Even the state’s popular Golden State Warriors, San Francisco Giants, the football  49ers and the baseball Oakland Athletics put out public messages which urged voters to support the new referendum, Proposition 16, and remove Prop 209 from the books. The attempt had major funding and political muscle behind it, but though most Democratic Party candidates—including Joe Biden-- won in the state in 2020, the new attempt at instituting affirmative action in California went down to defeat, and it wasn’t even close.

A great number of Hispanic and Asian voters, let alone many White voters, spurned the measure and it went down to ignominious defeat.
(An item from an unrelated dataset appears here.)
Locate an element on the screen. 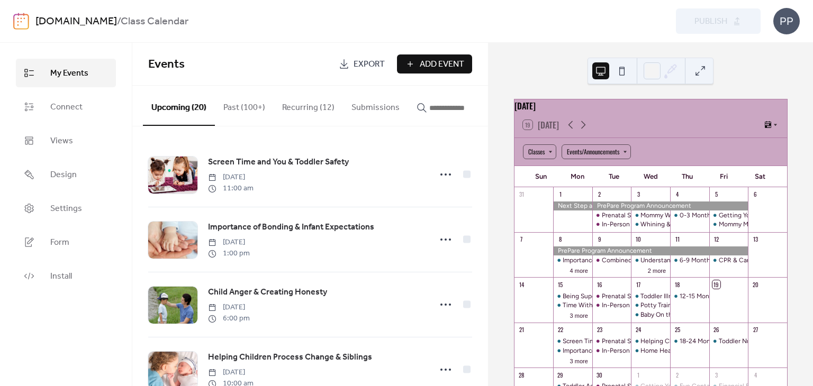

Factually, students of color are actually entering and graduating from California’s world famous and less well known schools fairly well without the Affirmative Action support requested in 1996, so the question was why did they need more race and ethnic-based help.

After the California Reparations Commission makes its final recommendations to state government this month, if the state legislature actually approves the report recommending paying reparations in some fashion and the governor signs the measure that will be sent to him, that 2020 vote for Prop 16 may need to be re-looked at as a harbinger of public opinion concerning any reparations plan that recommends financial compensation as reparations to California’s African American population, in whole or in part.

For any Black citizens who got encouraged after the recent vote of the San Francisco Reparations Commission included recommended monetary payments to Black San Franciscan’s, and the public meetings of the California State Commission, here’s a warning: like the non-promise of 40 acres and a mule from 1865, there will probably only be a whiff of any financial compensation coming from the State Reparations Commission’s work.

There are many worthy issues to fight for in California, and in the U.S. in general. Black Americans should not expect any real financial largess from the state or the national overall effort at getting reparations accomplished. That may not be how many of us want it, but that may very well be how it comes out.

Professor David L. Horne is founder and executive director of PAPPEI, the Pan African Public Policy and Ethical Institute, which is a new 501(c)(3) pending community-based organization or non-governmental organization (NGO). It is the stepparent organization for the California Black Think Tank which still operates and which meets every fourth Friday.

DISCLAIMER: The beliefs and viewpoints expressed in opinion pieces, letters to the editor, by columnists and/or contributing writers are not necessarily those of OurWeekly.